Peter Bradshaw 

Pioneer review – Something murky in Norways’ oil-rich seas

Peter Bradshaw: The true story of deep-sea divers laying pipelines to pump North Sea oil might have been better told as a documentary
  
  

Pioneer film North Sea divers
Pioneer: souped-up conspiracy thriller. Photograph: PR

Erik Skjoldbjaerg, director of the 1997 thriller Insomnia – which had an English-language remake by Christopher Nolan – has now given us a real oddity, based on a true story that should surely have been told more directly in documentary form and not as a souped-up and often absurd Norwegian conspiracy thriller: a sort of gloomy, jumper-wearing Silkwood.
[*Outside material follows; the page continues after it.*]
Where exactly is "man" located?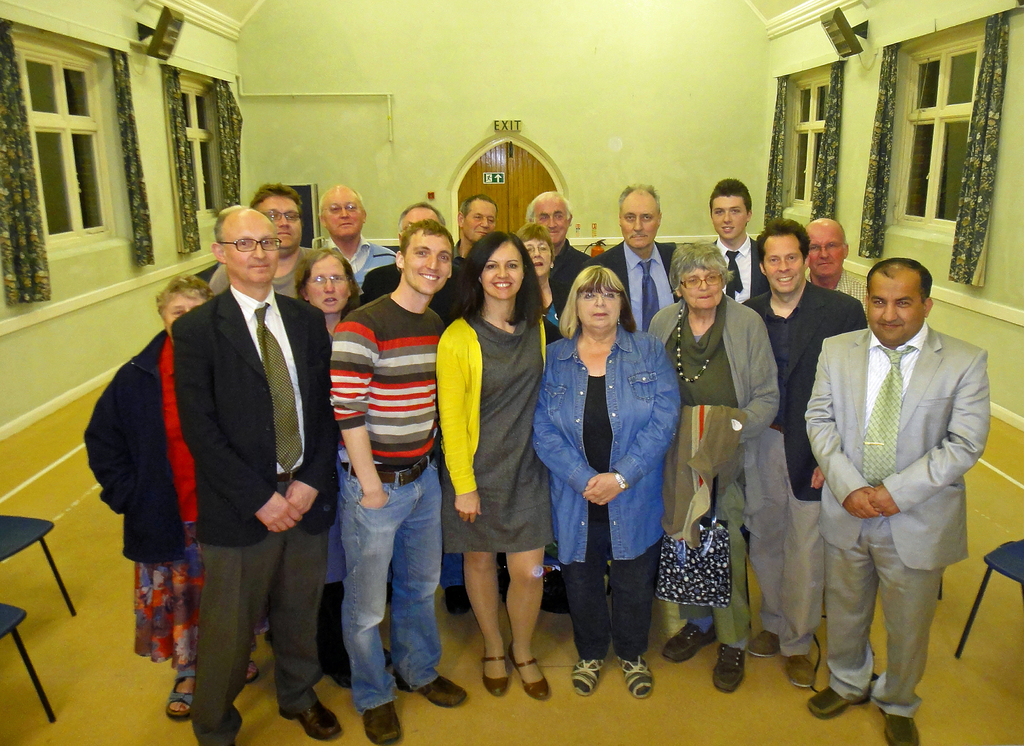
Its bounding box is 211/177/368/306.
In the 1980s, the Norwegian government collaborated with American diving firms to investigate how they could lay pipelines at great depths to get the North Sea oil ashore. The plan made modern Norway a wealthy oil producer. But who got hurt along the way? Did unscrupulous US corporate types sacrifice divers while Norwegian politicians looked the other way? Aksel Hennie plays Petter, a diver who discovers something murky; Wes Bentley plays Mike, a diver who may or may not be a bad guy (it really isn't clear) and America's greedy head honcho Ferris is played by Stephen Lang, the barrel-chested colonel in James Cameron's Avatar. In fact, some of the diving scenes do have a Cameronian look to them. A strange picture: unusual, but bafflingly plotted and paced and, frankly, tedious.